Sunday, January 28, 2007

Who is the Expert?

Who knows most about the “common man” (cm) and his issues? Who is best in position to speak to cm and help with those issues?

In a world where college degrees are more and more common and common sense has left the building, who knows what is going on?

College classes have been just as diluted as high school, junior high, and grade schools make them be. If the rigorous classes are not already taught and the student is not already prepared for college level work, then high school work is what is taught in college. This should be scary.

There are lists of weird classes offered by real colleges in the US. A Kentucky college offers a class in the “Art of Walking.” I would think that this skill had been mastered by the normal college applicant. In this class, however, students read works by noted walkers and take walks with the professor and his dog. Great preparation for life in the real world.

The prestigious Barnard College offers a class entitled “The Road Movie” where Easy Rider, Thelma and Louise, and other movies are discussed. Wow, wouldn’t that make you ready to take on the world? What preparation for life! What a fabulous way to spend both tuition and time.

And everyone’s favorite waste of brain cells, “The Philosophy of Star Trek” where time travel, thinking and feeling computers, and philosophical issues facing the characters on Star Trek (does not say if only the television series, all the television series spin offs, or movies are the subject base) are discussed by the serious college student. All this can happen at Georgetown University.

So, after taking a rigorous set of classes and completing the coursework required by your college of choice, you now have a degree and can discuss, while walking, how Jim, Spock, and Scotty, roam on various planets. This makes you an expert.

Most colleges and universities offer remedial classes in reading, writing, and mathematics. Most of these have students who take these types of classes for less than a year, few have students enrolling for these types of classes for MORE THAN A YEAR. And fully ¾ of students who take these classes pass them. That’s nice. That means that ¼ fail them. These people got into college somehow and they can’t pass the classes that are not even college level class work and that class work has been diluted already. This is scary.

So where is this leading?

Do people with college degrees have a better handle on what life is about? Do they know more about the ways of the world in general? Are they truly the experts?

I wouldn’t want a doctor who hadn’t gone through a med school and passed his licensing board’s requirements. I wouldn’t want a lawyer who hadn’t gone to school and passed the bar. Although both fields of endeavor have, in the past, had less scrupulous standards and were not as severely maintained, they have more to learn today than a couple hundred years ago.

I think it is nice that teachers learn how to teach but wonder if it is necessary in light of all the home schooled students who, by their parent's estimation, are excelling while learning in a situation where the parent has had no formal education in how to teach. Is there a person who has a natural inclination to teach and that is not bettered by the educational process? Do college classes really teach how to teach? Is there a true method of “how to teach?” Are parents who home school their children teaching them? Really? What a conundrum.

Do bartenders know more about the common man and his problems than a shrink with lots of letters after his name? Do those letters make the person an expert or is that a result of observations and integrated thinking? Can someone know stuff without having a piece of paper? Is education in colleges the only way to get smart? Are the people without higher degrees really unlearned?

As we push more and more of the less and less prepared through the diploma mills, who are the people we will lean on for more knowledge? How educated is someone who knows all about the philosophy of Star Trek?

What is the purpose of a higher degree? It is, I believe, oftentimes, to make colleges and universities money.

1 Comments:

Anonymous Anonymous said...

I have learned more since graduating college than I ever did in college.
Is that because college taught me how to think or because I am able to use what I learned in elementary school and high school more effectively due to my experiences since graduating a university? I don't know.
For the record I have a bachelor's degree, own two businesses and bartend. My degree has no literal bearing on any of my three means of employment.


# Task
From the entries, copy every line that carries the string "arrowhead".

Records from a dataset:

== Segment start ==

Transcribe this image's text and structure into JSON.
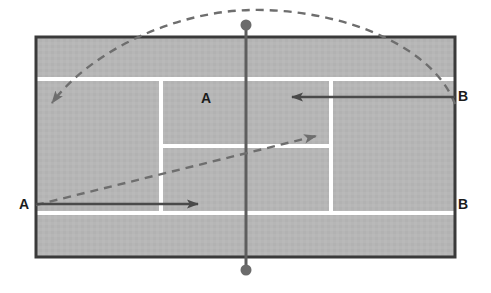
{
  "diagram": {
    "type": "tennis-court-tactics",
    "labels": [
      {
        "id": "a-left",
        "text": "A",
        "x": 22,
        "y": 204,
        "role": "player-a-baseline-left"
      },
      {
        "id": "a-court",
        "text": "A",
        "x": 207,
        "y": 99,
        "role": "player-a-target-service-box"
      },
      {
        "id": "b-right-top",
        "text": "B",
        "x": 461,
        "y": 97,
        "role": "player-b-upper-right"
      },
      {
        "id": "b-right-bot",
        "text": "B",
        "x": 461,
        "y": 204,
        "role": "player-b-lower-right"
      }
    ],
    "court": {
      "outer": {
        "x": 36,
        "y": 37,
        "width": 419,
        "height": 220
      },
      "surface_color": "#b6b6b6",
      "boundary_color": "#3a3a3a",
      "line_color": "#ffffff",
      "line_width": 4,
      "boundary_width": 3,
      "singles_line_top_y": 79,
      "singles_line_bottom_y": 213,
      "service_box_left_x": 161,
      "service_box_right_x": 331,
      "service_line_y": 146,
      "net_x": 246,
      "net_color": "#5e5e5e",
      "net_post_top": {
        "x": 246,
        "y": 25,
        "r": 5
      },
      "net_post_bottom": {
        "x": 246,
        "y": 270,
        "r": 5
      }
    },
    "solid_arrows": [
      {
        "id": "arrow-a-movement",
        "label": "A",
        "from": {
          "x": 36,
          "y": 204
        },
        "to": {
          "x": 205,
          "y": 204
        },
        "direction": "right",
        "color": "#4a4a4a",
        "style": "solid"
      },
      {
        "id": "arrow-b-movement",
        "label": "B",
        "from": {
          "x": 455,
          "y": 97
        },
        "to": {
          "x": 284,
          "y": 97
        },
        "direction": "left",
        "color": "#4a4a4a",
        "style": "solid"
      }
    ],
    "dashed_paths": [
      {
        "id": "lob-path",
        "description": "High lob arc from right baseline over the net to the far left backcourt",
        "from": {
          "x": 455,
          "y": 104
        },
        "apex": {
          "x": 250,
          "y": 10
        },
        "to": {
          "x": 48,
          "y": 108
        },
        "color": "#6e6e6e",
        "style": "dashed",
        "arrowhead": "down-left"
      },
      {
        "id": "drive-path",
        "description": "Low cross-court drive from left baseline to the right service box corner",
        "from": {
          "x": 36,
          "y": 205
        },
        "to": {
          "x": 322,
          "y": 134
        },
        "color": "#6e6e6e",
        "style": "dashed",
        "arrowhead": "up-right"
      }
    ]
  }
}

== Segment end ==
== Segment start ==

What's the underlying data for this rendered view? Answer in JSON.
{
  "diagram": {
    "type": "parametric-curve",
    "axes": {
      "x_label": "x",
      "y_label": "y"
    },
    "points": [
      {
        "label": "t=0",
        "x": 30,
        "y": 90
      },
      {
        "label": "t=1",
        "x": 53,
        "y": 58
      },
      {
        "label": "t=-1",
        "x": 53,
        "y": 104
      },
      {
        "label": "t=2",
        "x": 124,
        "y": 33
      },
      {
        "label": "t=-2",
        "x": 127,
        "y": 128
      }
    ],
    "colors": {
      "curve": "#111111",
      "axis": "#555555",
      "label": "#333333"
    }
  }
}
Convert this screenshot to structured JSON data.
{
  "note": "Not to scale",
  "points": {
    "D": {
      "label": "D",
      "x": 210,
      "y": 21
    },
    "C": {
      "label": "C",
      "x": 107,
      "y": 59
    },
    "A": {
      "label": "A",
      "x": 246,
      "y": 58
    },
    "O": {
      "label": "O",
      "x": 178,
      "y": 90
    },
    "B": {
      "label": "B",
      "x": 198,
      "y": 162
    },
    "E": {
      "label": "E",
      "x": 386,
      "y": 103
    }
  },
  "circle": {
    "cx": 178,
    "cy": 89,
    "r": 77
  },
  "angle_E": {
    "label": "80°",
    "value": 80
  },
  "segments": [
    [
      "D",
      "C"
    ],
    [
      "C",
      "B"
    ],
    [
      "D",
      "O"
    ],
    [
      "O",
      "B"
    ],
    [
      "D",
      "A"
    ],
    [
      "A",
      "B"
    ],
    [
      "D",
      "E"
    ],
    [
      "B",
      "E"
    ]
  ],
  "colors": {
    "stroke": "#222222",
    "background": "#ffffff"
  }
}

== Segment end ==

# Completed exercise
        "arrowhead": "down-left"
        "arrowhead": "up-right"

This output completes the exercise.